I started following the LCHF diet when I was diagnosed with Type 2 diabetes in September last year. The results have been fantastic. Excellent glucose control, great weight loss and massive improvements in well-being. Recently, I decided to try adding some carbs back into my diet. I ate a sandwich - no spikes. Ate chocolate - no spikes. I ate a sandwich and a cake - no spikes. On Saturday I ate a whole pizza and 3/4 tub of ice cream - no spikes. Woohooo I thought - I have this cracked - I'm not diabeteic anymore.
Last night at dinner I had a bowl of spaghetti - a controlled sensible portion - BAM Bg soaring up over 10! Tonight, I ate 1 bowl of muesli because I have a slight cold, felt tired and didn't feel like cooking - BAM BG over 10 again!
So its back to the low carb diet for me. Just goes to show that testing is soooo important even when you're getting consistently low readings and things seem to be rolling along wonderfully.
And the high readings are not due to the cold - it's mild and the readings have been just fine cold and all when I'm not eating carbs.
Thanks again for this forum - so incredibly useful for newly diagnosed and those of us needing a little motivation to get back on track!
Well done for continuing to test as you did Lins. It looks like you made a very valuable discovery.
Like you, I can eat pretty normally, with no issues, but in many ways some of that carb-tastic stuff no longer excites me, so I don't bother sustaining, or trying to sustain it.
It was pretty useful on a recent long haul flight, when I'd had a very busy and active day prior to heading for the airport, so was hungry. I ate the whole, "normal" meals, so that included rice, a creamy, coconut-y pudding (it was outrageously sweet!), crackers, then the brekkers included croisant, fruit low fat yoghurt.
Although I go for a few strolls over the long haul, it could hardly be described as exercise. No blips. No rises in numbers, and thankfully, no hangover carb cravings over the next few days.
But, from what I had, the only thing I really enjoyed was the West Indian style rice and peas that went along with the Jerk Chicken, but in a restaurant, I'd have some of that anyway.
Back in UK, I'm quite happily back on my reduced carb routine. I have read of a number of folks who describe pretty much exactly as you experienced. It's almost like their system can cope with it once or twice, then either gets exhausted and can't keep up that level of intervention (coping with the carbs), or it sends out a bit warning signal, via the blood sugars.
In many ways, I see it as a reverse of what happens when we're at the other end of the timeline, reducing carbs. Initially, our bloods don't reduce as much as we'd like them to, despite reducing the baddies. Our bodies try to maintain those higher blood sugars, because that's what it's used to. Our bodies like routines.
Perhaps what you saw was your body valiantly fighting to maintain your lower numbers, until it no longer could, by being "flooded" by sugars.
That's just my theory I've been thinking about for ages, but for me it makes sense. Please don't ask me to provide 79 scientific papers because I couldn't.
I don't know if any exist, but it works, in my mind, for me.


- **TASK INSTRUCTIONS**
Give the lines below again, exactly as they stand, and leave out the images.
Top of LISTED ENTRIES
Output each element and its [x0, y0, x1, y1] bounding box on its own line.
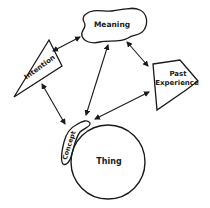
arrow-past-experience-concept: [95, 92, 149, 119]
arrow-intention-concept: [42, 84, 65, 124]
thing-node: Thing: [71, 125, 145, 199]
intention-label: Intention: [23, 53, 57, 81]
arrow-meaning-past-experience: [127, 42, 148, 66]
concept-meaning-diagram: Meaning Intention Past Experience Thing …: [0, 0, 210, 208]
meaning-label: Meaning: [94, 20, 130, 29]
past-experience-label-line1: Past: [169, 70, 187, 78]
past-experience-label-line2: Experience: [155, 79, 199, 87]
meaning-node: Meaning: [82, 8, 147, 42]
thing-label: Thing: [96, 157, 122, 166]
arrow-meaning-intention: [53, 37, 80, 51]
concept-node: Concept: [61, 121, 90, 165]
arrow-meaning-concept: [86, 45, 108, 115]
arrows: [42, 37, 149, 124]
past-experience-node: Past Experience: [153, 60, 199, 110]
intention-node: Intention: [14, 40, 62, 97]
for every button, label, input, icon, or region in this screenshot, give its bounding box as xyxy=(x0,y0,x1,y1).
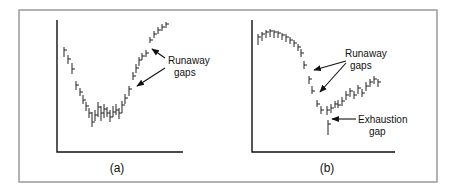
price-bar xyxy=(129,86,132,96)
panel-a-annotation-line1: Runaway xyxy=(168,55,210,66)
price-bar xyxy=(378,79,381,87)
price-bar xyxy=(321,106,324,114)
price-bar xyxy=(142,53,145,60)
price-bar xyxy=(266,30,269,38)
price-bar xyxy=(350,88,353,97)
price-bar xyxy=(150,37,153,43)
panel-a-arrow-upper xyxy=(152,49,165,58)
price-bar xyxy=(76,81,79,90)
price-bar xyxy=(158,27,161,34)
price-bar xyxy=(166,22,169,28)
price-bar xyxy=(317,100,320,107)
price-bar xyxy=(72,63,75,74)
price-bar xyxy=(294,40,297,47)
panel-b-exhaustion-line2: gap xyxy=(369,126,386,137)
price-bar xyxy=(64,47,67,57)
price-bar xyxy=(338,100,341,108)
panel-a-arrow-lower xyxy=(137,68,165,86)
price-bar xyxy=(374,76,377,84)
price-bar xyxy=(125,94,128,104)
price-bar xyxy=(301,49,304,57)
price-bar xyxy=(358,85,361,94)
panel-a-caption: (a) xyxy=(110,161,125,175)
panel-b-runaway-line2: gaps xyxy=(350,60,372,71)
price-bar xyxy=(354,91,357,99)
figure: Runaway gaps (a) Runaway gaps Exhaustion… xyxy=(0,0,456,195)
panel-a-annotation-line2: gaps xyxy=(174,67,196,78)
price-bar xyxy=(282,33,285,40)
price-bar xyxy=(346,91,349,100)
price-bar xyxy=(154,31,157,38)
price-bar xyxy=(278,31,281,38)
price-bar xyxy=(68,55,71,64)
price-bar xyxy=(309,76,312,84)
panel-b: Runaway gaps Exhaustion gap (b) xyxy=(252,20,407,175)
price-bar xyxy=(286,34,289,42)
price-bar xyxy=(312,86,315,94)
price-bar xyxy=(274,30,277,38)
price-bar xyxy=(342,97,345,106)
price-bar xyxy=(262,32,265,41)
price-bar xyxy=(362,89,365,97)
price-bar xyxy=(162,24,165,31)
price-bar xyxy=(366,82,369,91)
price-bar xyxy=(331,104,334,113)
panel-b-runaway-line1: Runaway xyxy=(345,48,387,59)
price-bar xyxy=(133,72,136,80)
price-bar xyxy=(258,34,261,45)
panel-b-caption: (b) xyxy=(320,161,335,175)
price-bar xyxy=(80,88,83,96)
panel-a: Runaway gaps (a) xyxy=(57,20,210,175)
figure-frame xyxy=(19,10,437,182)
price-bar xyxy=(327,106,330,115)
price-bar xyxy=(370,79,373,87)
price-bar xyxy=(146,50,149,57)
panel-b-exhaustion-line1: Exhaustion xyxy=(358,114,407,125)
price-bar xyxy=(328,120,331,135)
price-bar xyxy=(290,37,293,44)
panel-a-price-bars xyxy=(64,22,169,127)
price-bar xyxy=(270,29,273,37)
price-bar xyxy=(304,61,307,69)
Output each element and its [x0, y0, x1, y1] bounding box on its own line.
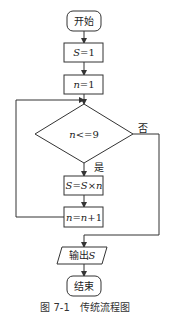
output-text: 输出 [69, 249, 89, 261]
update-n-rest: +1 [87, 212, 102, 223]
update-s-times: × [88, 180, 96, 191]
update-s-eq: = [72, 180, 80, 191]
end-node: 结束 [67, 276, 101, 296]
init-s-rest: =1 [80, 47, 95, 58]
condition-node: n<=9 [35, 104, 133, 163]
svg-text:n=n+1: n=n+1 [66, 212, 102, 223]
end-label: 结束 [74, 280, 94, 292]
update-s-var3: n [96, 180, 102, 191]
update-s-node: S=S×n [64, 176, 103, 195]
caption-number: 图 7-1 [40, 302, 70, 313]
svg-text:n<=9: n<=9 [69, 129, 99, 140]
caption-title: 传统流程图 [80, 301, 130, 313]
figure-caption: 图 7-1传统流程图 [40, 301, 130, 313]
yes-label: 是 [94, 162, 104, 173]
flowchart-diagram: 开始 S=1 n=1 n<=9 否 是 S=S×n [0, 0, 170, 317]
no-label: 否 [138, 123, 148, 134]
svg-text:输出S: 输出S [69, 249, 96, 261]
svg-text:S=S×n: S=S×n [66, 180, 103, 191]
output-var: S [89, 250, 96, 261]
svg-text:S=1: S=1 [73, 47, 95, 58]
start-label: 开始 [74, 15, 94, 27]
init-n-rest: =1 [80, 79, 95, 90]
init-n-node: n=1 [64, 75, 103, 94]
init-s-node: S=1 [64, 43, 103, 62]
update-n-eq: = [72, 212, 80, 223]
output-node: 输出S [57, 247, 107, 264]
update-n-node: n=n+1 [64, 207, 103, 227]
condition-rest: <=9 [76, 129, 99, 140]
svg-text:n=1: n=1 [73, 79, 94, 90]
start-node: 开始 [67, 11, 101, 31]
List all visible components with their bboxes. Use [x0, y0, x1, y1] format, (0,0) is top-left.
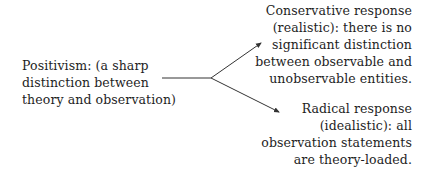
branch-connectors [0, 0, 422, 172]
arrow-to-radical-icon [211, 78, 279, 112]
arrow-to-conservative-icon [211, 43, 261, 78]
Bottom of LISTED ENTRIES
- **TASK RESPONSE**
Output each element and its [x0, y0, x1, y1] bounding box on its own line.
arrow-past-experience-concept: [95, 92, 149, 119]
arrow-intention-concept: [42, 84, 65, 124]
thing-node: Thing: [71, 125, 145, 199]
intention-label: Intention: [23, 53, 57, 81]
arrow-meaning-past-experience: [127, 42, 148, 66]
concept-meaning-diagram: Meaning Intention Past Experience Thing …: [0, 0, 210, 208]
meaning-label: Meaning: [94, 20, 130, 29]
past-experience-label-line1: Past: [169, 70, 187, 78]
past-experience-label-line2: Experience: [155, 79, 199, 87]
meaning-node: Meaning: [82, 8, 147, 42]
thing-label: Thing: [96, 157, 122, 166]
arrow-meaning-intention: [53, 37, 80, 51]
concept-node: Concept: [61, 121, 90, 165]
arrow-meaning-concept: [86, 45, 108, 115]
arrows: [42, 37, 149, 124]
past-experience-node: Past Experience: [153, 60, 199, 110]
intention-node: Intention: [14, 40, 62, 97]
for every button, label, input, icon, or region in this screenshot, give its bounding box as xyxy=(x0,y0,x1,y1).
price-bar xyxy=(129,86,132,96)
panel-a-annotation-line1: Runaway xyxy=(168,55,210,66)
price-bar xyxy=(378,79,381,87)
price-bar xyxy=(321,106,324,114)
price-bar xyxy=(142,53,145,60)
price-bar xyxy=(266,30,269,38)
price-bar xyxy=(350,88,353,97)
price-bar xyxy=(150,37,153,43)
panel-a-arrow-upper xyxy=(152,49,165,58)
price-bar xyxy=(76,81,79,90)
price-bar xyxy=(158,27,161,34)
price-bar xyxy=(166,22,169,28)
price-bar xyxy=(317,100,320,107)
price-bar xyxy=(72,63,75,74)
price-bar xyxy=(294,40,297,47)
panel-b-exhaustion-line2: gap xyxy=(369,126,386,137)
price-bar xyxy=(64,47,67,57)
price-bar xyxy=(338,100,341,108)
panel-a-arrow-lower xyxy=(137,68,165,86)
price-bar xyxy=(374,76,377,84)
price-bar xyxy=(125,94,128,104)
price-bar xyxy=(301,49,304,57)
price-bar xyxy=(358,85,361,94)
panel-a-caption: (a) xyxy=(110,161,125,175)
panel-b-runaway-line2: gaps xyxy=(350,60,372,71)
price-bar xyxy=(354,91,357,99)
figure: Runaway gaps (a) Runaway gaps Exhaustion… xyxy=(0,0,456,195)
panel-a-annotation-line2: gaps xyxy=(174,67,196,78)
price-bar xyxy=(282,33,285,40)
price-bar xyxy=(346,91,349,100)
price-bar xyxy=(154,31,157,38)
price-bar xyxy=(278,31,281,38)
price-bar xyxy=(68,55,71,64)
price-bar xyxy=(309,76,312,84)
panel-b: Runaway gaps Exhaustion gap (b) xyxy=(252,20,407,175)
price-bar xyxy=(286,34,289,42)
price-bar xyxy=(312,86,315,94)
price-bar xyxy=(274,30,277,38)
price-bar xyxy=(342,97,345,106)
price-bar xyxy=(262,32,265,41)
price-bar xyxy=(362,89,365,97)
price-bar xyxy=(162,24,165,31)
price-bar xyxy=(366,82,369,91)
price-bar xyxy=(331,104,334,113)
panel-b-runaway-line1: Runaway xyxy=(345,48,387,59)
price-bar xyxy=(133,72,136,80)
price-bar xyxy=(258,34,261,45)
panel-b-caption: (b) xyxy=(320,161,335,175)
price-bar xyxy=(80,88,83,96)
panel-a: Runaway gaps (a) xyxy=(57,20,210,175)
figure-frame xyxy=(19,10,437,182)
price-bar xyxy=(327,106,330,115)
price-bar xyxy=(370,79,373,87)
price-bar xyxy=(146,50,149,57)
panel-b-exhaustion-line1: Exhaustion xyxy=(358,114,407,125)
price-bar xyxy=(328,120,331,135)
price-bar xyxy=(290,37,293,44)
panel-a-price-bars xyxy=(64,22,169,127)
price-bar xyxy=(270,29,273,37)
price-bar xyxy=(304,61,307,69)
Output each element and its [x0, y0, x1, y1] bounding box on its own line.
output-text: 输出 [69, 249, 89, 261]
update-n-rest: +1 [87, 212, 102, 223]
update-s-times: × [88, 180, 96, 191]
update-s-eq: = [72, 180, 80, 191]
end-node: 结束 [67, 276, 101, 296]
init-s-rest: =1 [80, 47, 95, 58]
condition-node: n<=9 [35, 104, 133, 163]
svg-text:n=n+1: n=n+1 [66, 212, 102, 223]
end-label: 结束 [74, 280, 94, 292]
update-s-var3: n [96, 180, 102, 191]
update-s-node: S=S×n [64, 176, 103, 195]
caption-number: 图 7-1 [40, 302, 70, 313]
svg-text:n<=9: n<=9 [69, 129, 99, 140]
caption-title: 传统流程图 [80, 301, 130, 313]
figure-caption: 图 7-1传统流程图 [40, 301, 130, 313]
yes-label: 是 [94, 162, 104, 173]
flowchart-diagram: 开始 S=1 n=1 n<=9 否 是 S=S×n [0, 0, 170, 317]
no-label: 否 [138, 123, 148, 134]
svg-text:输出S: 输出S [69, 249, 96, 261]
svg-text:S=S×n: S=S×n [66, 180, 103, 191]
output-var: S [89, 250, 96, 261]
svg-text:S=1: S=1 [73, 47, 95, 58]
start-label: 开始 [74, 15, 94, 27]
init-n-rest: =1 [80, 79, 95, 90]
init-n-node: n=1 [64, 75, 103, 94]
init-s-node: S=1 [64, 43, 103, 62]
update-n-eq: = [72, 212, 80, 223]
output-node: 输出S [57, 247, 107, 264]
update-n-node: n=n+1 [64, 207, 103, 227]
condition-rest: <=9 [76, 129, 99, 140]
svg-text:n=1: n=1 [73, 79, 94, 90]
start-node: 开始 [67, 11, 101, 31]
List all visible components with their bboxes. Use [x0, y0, x1, y1] format, (0,0) is top-left.
branch-connectors [0, 0, 422, 172]
arrow-to-radical-icon [211, 78, 279, 112]
arrow-to-conservative-icon [211, 43, 261, 78]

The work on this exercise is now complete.